Deb Rhymer – Don’t Wait Up | Album Review

Deb Rhymer – Don’t Wait Up

Self-released

www.debrhymerband.com

10 tracks | 40 minutes

Oh Canada! Why do so many of music’s brightest lights shine from up north? The answer The Deb Rhymer Blues Band gives is simple dedication and great songs. Here Deb co-writes a whole lovable mess of them based on the classic Chicago shouters but skillfully includes four covers with her own offbeat stamp of north of the border West Coast Blues. She is backed by Canadian blues veterans Kelly Fawcett on guitar, Andy Grafitti on drums and Clayton O’Howe on bass. This, her second album, is possibly the start of something big for “The Queen of the Blues in Western Canada” as she was referred to by Maple Blues Award winner David Vest.

The opener “Heartache and Trouble” with some super stylish sax by Gene Hardy gets the old school shuffle show on the road with the get up on your feet beat ballad about bad men and the results of associating with them but it’s her seductive clear round sounding vocals that press the charge. The next track “Let your Heart Decide” has a “Thrill is Gone” meets slick jazzy vibe with a nice descending chord pattern that frame the IV chord going into the B.B. King V chord half-step turnaround. What makes it completely original is the bridge/second chorus which takes the blues on a distinctly modern ride. The Bill Johnson guest guitar here is reminiscent of many a great Steely Dan lead and he is indeed one of Canada’s greatest blues players out there today.

As the program unfolds the hits keep coming. Etta James’ “Cry for Me Baby” is a perfect composition. It combines the best parts of Jimmy Reed “Big Boss Man” turnaround riff with the Willie Cobbs penned Bo Diddley derived “You Don’t Love Me” riff perfected by Junior Wells and Buddy Guy, but better blues writing pedigree cannot be found. The Kelly Fawcett guitar tones and guest harp solo overlap by Gary Preston pump up the tried and true tune where needed. Number four James Brown’s “I Got You (I Feel Good)” does just that but at a slowed down slinky groove reinventing the wheel while paying serious homage to the master of the dance floor classic foot turner. There are some more great originals breaking it down for the sorrowful title track “Don’t Wait Up” then back into the night time is the right timer “Just Enough Blues” with the line ‘Everyone knows I love The Rolling Stones…” and it rocks without leaving the blues behind. Producer Wynn Gogol lends his rollicking piano throughout this track with the final lick putting the lid on tight. In fact the entire album sounds meticulously put together and plays as a perfect set.

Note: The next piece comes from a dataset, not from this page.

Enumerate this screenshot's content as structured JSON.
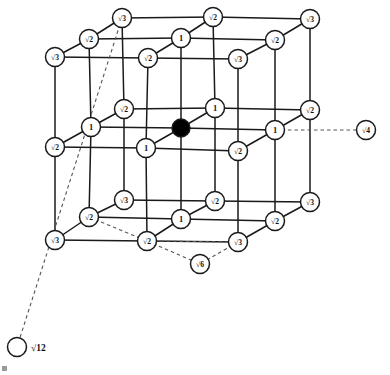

The next original track features the trombone solo and response swagger of Randy Oxford to her call of hey buddy “There’s the Door”.

“It Won’t Be Long” written by J. Leslie McFarland, one of his many on Aretha’s first album for Atlantic in 1961, is delivered with dedicated deference to the historic material. Great choice and it’s a fun tune. The inclusion of “Waking Up Slow” by Gary Nicholson and Kelley Hunt caps off the cover versions which steal the show with yet another delightful twist on the original. Deb knows how to own a song. Gary has written so many songs for everybody in the Texas country blues school including Delbert McClinton, Billy Jo Shaver and the one that got him off the ground, Micky Gilley’s “Jukebox Argument” from the hit movie Urban Cowboy. Maybe Deb could go a little country the way she handled that little ditty?

The takeaway here is this CD is a keeper and the future is unlimited for an artist who knows exactly who she is and what she can bring to each song. She wrote some great tunes here but like so many great performers she knows how to make a song her own whether she wrote it or not. Bottom line is this CD is rated: Highly Recommended.